MEXICO CITY (Reuters) - Mexican state oil monopoly Pemex could trim its huge debt by up to $1 billion in 2006 thanks to a lighter tax bill, Chief Financial Officer Juan Jose Suarez said on Friday.
Pemex -- the world's most indebted oil company due to its reliance on bond markets to finance investments -- ended 2005 with total debt of $49.9 billion and net debt of $39.3 billion.
This year, a long-awaited change to its tax regime will save Pemex roughly $2 billion in taxes.
"Our documented debt will be practically flat or it could fall a little bit, this depends on crude prices.
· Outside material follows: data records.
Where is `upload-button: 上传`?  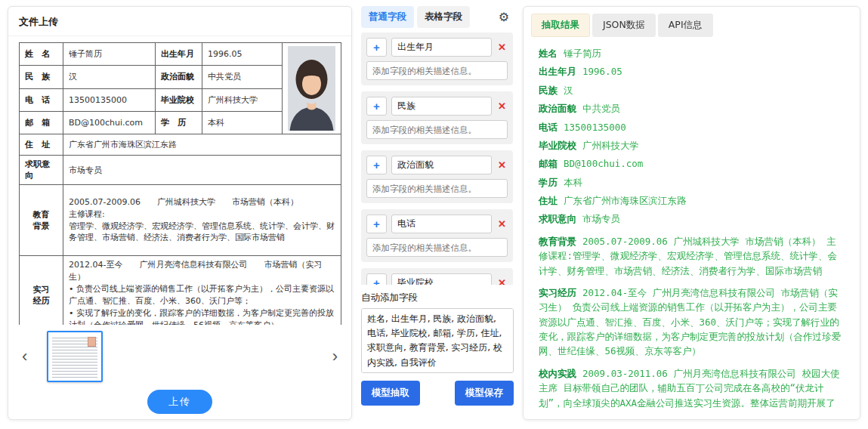
upload-button: 上传 is located at coordinates (180, 402).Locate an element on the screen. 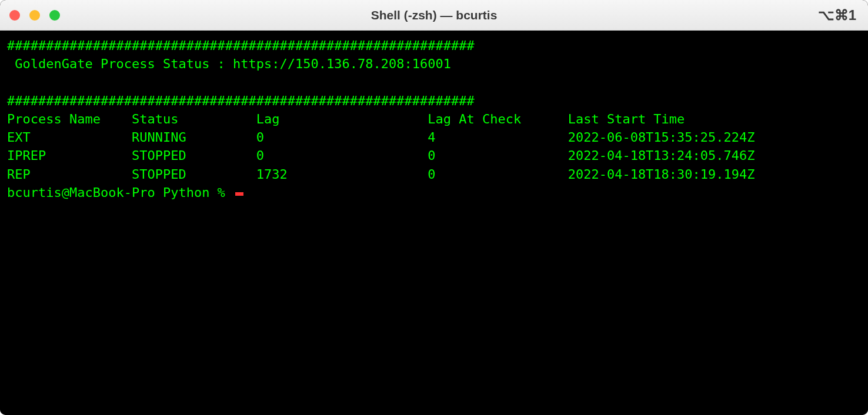  window-titlebar: Shell (-zsh) — bcurtis ⌥⌘1 is located at coordinates (434, 15).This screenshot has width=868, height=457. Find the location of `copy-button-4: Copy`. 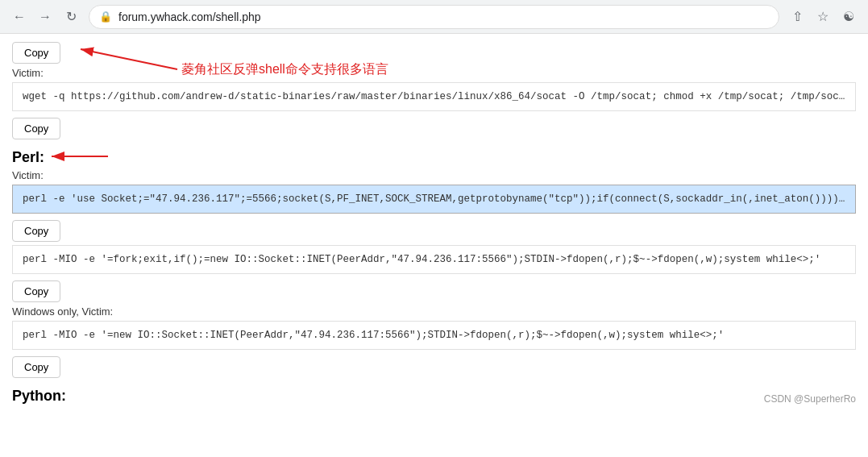

copy-button-4: Copy is located at coordinates (36, 292).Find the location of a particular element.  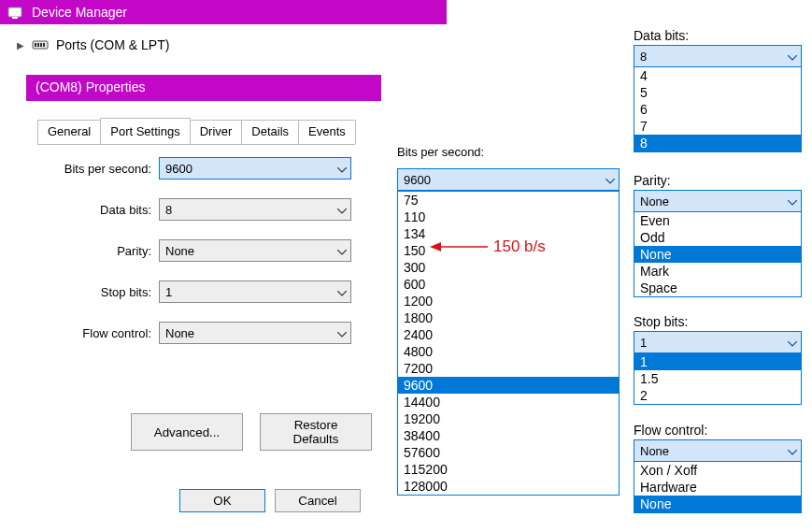

list-option: 6 is located at coordinates (718, 109).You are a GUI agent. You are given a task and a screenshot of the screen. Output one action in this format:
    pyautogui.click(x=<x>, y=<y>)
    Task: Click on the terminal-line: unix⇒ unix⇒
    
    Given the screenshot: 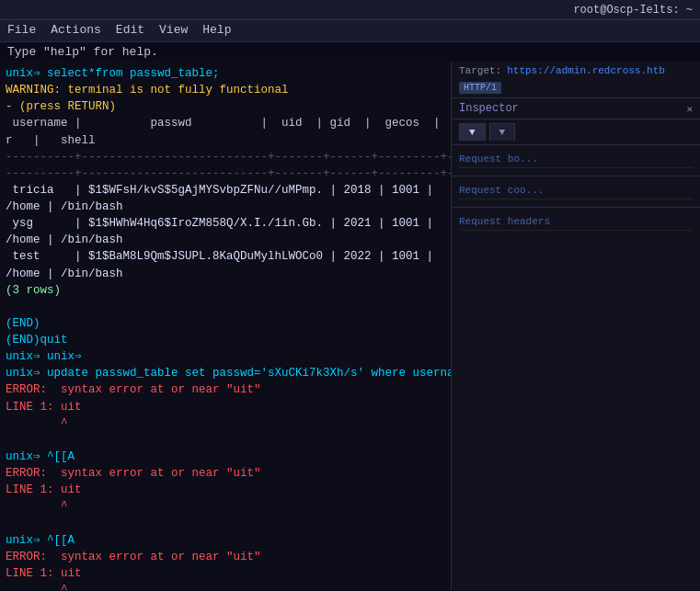 What is the action you would take?
    pyautogui.click(x=225, y=357)
    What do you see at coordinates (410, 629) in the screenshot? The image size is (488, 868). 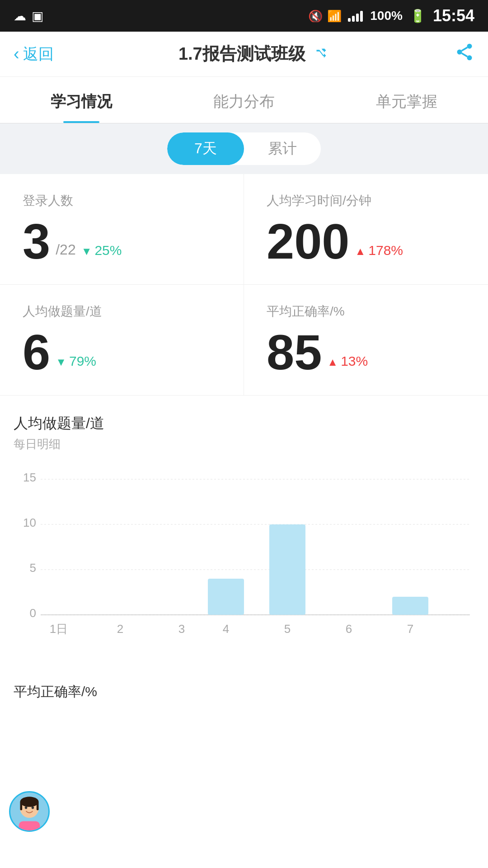 I see `svg-text: 7` at bounding box center [410, 629].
It could fall by close to, around, a billion dollars," Suarez told the Reuters Latin America Investment Summit.
Suarez said the tax regime change, the only major energy sector reform passed under President Vicente Fox, means Pemex can maintain its investment levels with lower external financing needs.
"Looking toward the future, we expect to be able to maintain higher investment levels as well as keeping these debt levels or starting to be able to reduce them," he added.
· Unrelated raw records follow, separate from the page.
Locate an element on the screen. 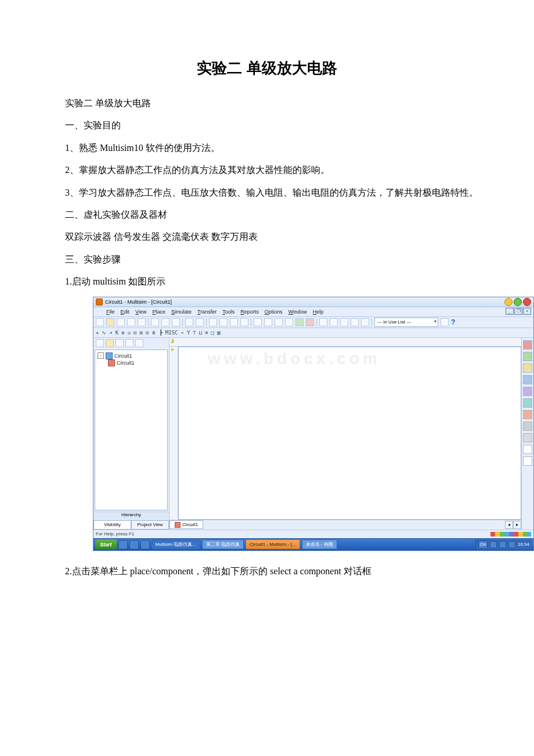 The height and width of the screenshot is (756, 534). menu-file: File is located at coordinates (110, 312).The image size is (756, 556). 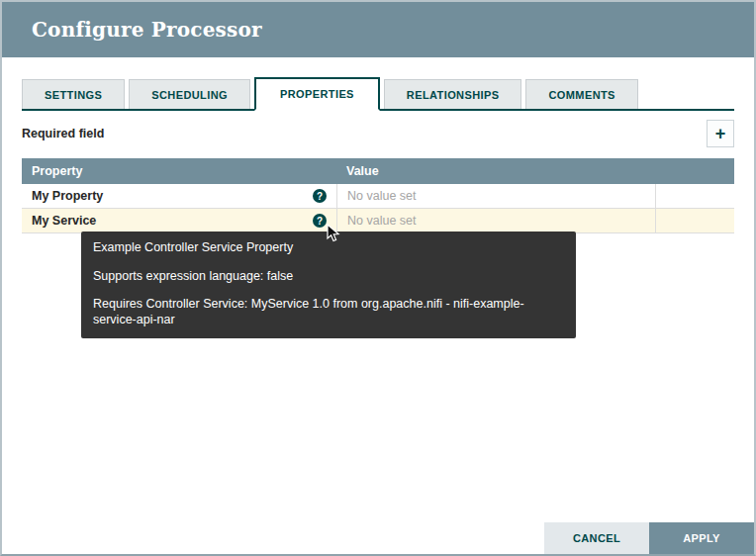 What do you see at coordinates (378, 222) in the screenshot?
I see `table-row: My Service No value set` at bounding box center [378, 222].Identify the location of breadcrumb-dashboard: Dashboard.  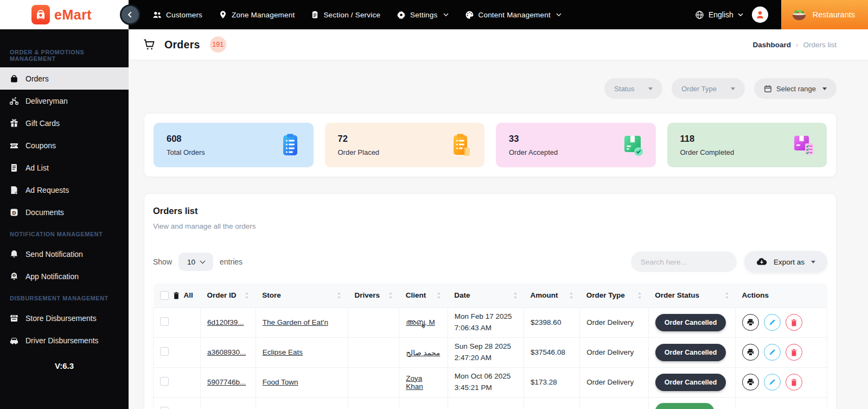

Pemex has set a capital expenditure budget of $13.1 billion for 2006, up from around $11 billion in 2005, most of which it hopes to fund through cashflow.
It will seek up to $2 billion in external financing.
Debt analysts say they are not unduly worried about Pemex's high debt levels because of the company's large oil and gas reserves and because there is an implicit understanding the government would back the debt of its main cash cow.